On July 4, 1776, South Carolina Gov. Charles Pinckney and future Gov. Edward Rutledge were among the 56 delegates to the Constitutional Congress who became signatories on the Declaration of Independence. Their bodies still rest in the St. Philips churchyard in Charleston, S.C., today. It is no secret that Pinckney and Rutledge were slave owners, like most prominent Southern politicians and businessmen in the 18th and 19th centuries. I often wonder how they reconciled slave ownership with the second sentence of the declaration they signed, which reads, in iron resolution, “that all men were created equal, that they are endowed by their Creator with certain unalienable Rights, that among these are Life, Liberty and the pursuit of Happiness.”
I cannot pretend to either understand or excuse the enslavement of black men and women in that day, especially by many who claimed the name of Christ. Every human being is created in the image of God, full of dignity and worthy of respect. How could our founding fathers not see the error of their day? I also cannot comprehend why God was so merciful in the establishment of this great nation, even through the godless evils of slavery that evaded the blinded ignorance of well-meaning, courageous men. But He was.
At the Constitutional Convention, several mottos were put forth for consideration. Benjamin Franklin and Thomas Jefferson proposed, “Rebellion to tyrants is obedience to God,” and sketched a design of Moses crossing the Red Sea with Pharaoh close behind. It is tragically ironic that an appeal to biblical emancipation was made at the same Constitutional Convention which ignored the slavery of an entire race. When I reflect on the tragedy of slavery in early America, my heart races with righteous anger. Then I am reminded how coldly and ignorantly I often turn a blind eye to God’s Word in my own life. May God save me from my own spiritual ignorance, and may He save others around me from the destructive evils it bears.
The motto that prevailed at the 1776 Convention was one with which the founding fathers were already acquainted, as it was popularized in revolutionary magazines during the first half of the century: e pluribus unum (“out of many, one”). Curiously, the Bible speaks to the same anthropological axiom. Acts 17:26, in the Latin Vulgate, reads, “fecitque ex uno omne genus hominum” (“from one, he made every race of men”). Black men and women, enslaved by those who courageously declared the freedom of “all men,” were of the same blood as their Anglo-Saxon oppressors. They had come from the same “one” as the revolutionaries themselves. From one, many.
The eyes of history have watched millennia unfold in which humans sought to reconcile the many races and the one man. In 2024, we are still working through the consequences of those evils born from us and to us many generations ago. Ultimately, governments, socioeconomic systems, rioters and revolutionaries have all failed. But there is one who has prevailed — only one. With words infinitely more immortal than the great Declaration itself, and with bold resolution and acute instancy, Ephesians 2:14 declares that Jesus Christ “is our peace, qui fecit utraque unum (“who made both groups one”) and tore down the dividing wall of hostility.” Sin turned beautiful diversity into prideful division. Christ turned prideful division into cruciform unity.
This February, during Black History Month, let’s celebrate the cultural, scientific, theological, literary, artistic, and innovative gifts that have come from the minds, hearts, and hands of black Americans. Let’s also acknowledge that although we work that the righteousness of heaven is reflected in the laws of man, no government of man can ultimately accomplish the righteousness of God. So, SCBaptists, let’s promote unity through diversity where it can only be found — at the cross of Christ.There, alone, has the hostility been put to death.
— Tony Wolfe is executive director-treasurer of the South Carolina Baptist Convention.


* [ASSIGNED TASK] Reproduce the whole listing exactly, omitting any picture it holds.

* [LISTED ENTRIES]
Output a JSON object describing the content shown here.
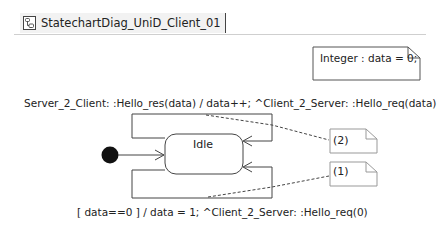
{
  "tab": {
    "icon": "statechart-diagram-icon",
    "title": "StatechartDiag_UniD_Client_01"
  },
  "diagram": {
    "variable_note": "Integer : data = 0;",
    "initial_state": "initial-pseudostate",
    "states": [
      {
        "name": "Idle"
      }
    ],
    "transitions": [
      {
        "id": "(2)",
        "kind": "self-loop-top",
        "label": "Server_2_Client: :Hello_res(data) / data++; ^Client_2_Server: :Hello_req(data)"
      },
      {
        "id": "(1)",
        "kind": "self-loop-bottom",
        "label": "[ data==0 ] / data = 1; ^Client_2_Server: :Hello_req(0)"
      }
    ],
    "notes": [
      {
        "text": "(2)"
      },
      {
        "text": "(1)"
      }
    ]
  }
}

* [TASK ANSWER]
Output a JSON object describing the content shown here.
{
  "tab": {
    "icon": "statechart-diagram-icon",
    "title": "StatechartDiag_UniD_Client_01"
  },
  "diagram": {
    "variable_note": "Integer : data = 0;",
    "initial_state": "initial-pseudostate",
    "states": [
      {
        "name": "Idle"
      }
    ],
    "transitions": [
      {
        "id": "(2)",
        "kind": "self-loop-top",
        "label": "Server_2_Client: :Hello_res(data) / data++; ^Client_2_Server: :Hello_req(data)"
      },
      {
        "id": "(1)",
        "kind": "self-loop-bottom",
        "label": "[ data==0 ] / data = 1; ^Client_2_Server: :Hello_req(0)"
      }
    ],
    "notes": [
      {
        "text": "(2)"
      },
      {
        "text": "(1)"
      }
    ]
  }
}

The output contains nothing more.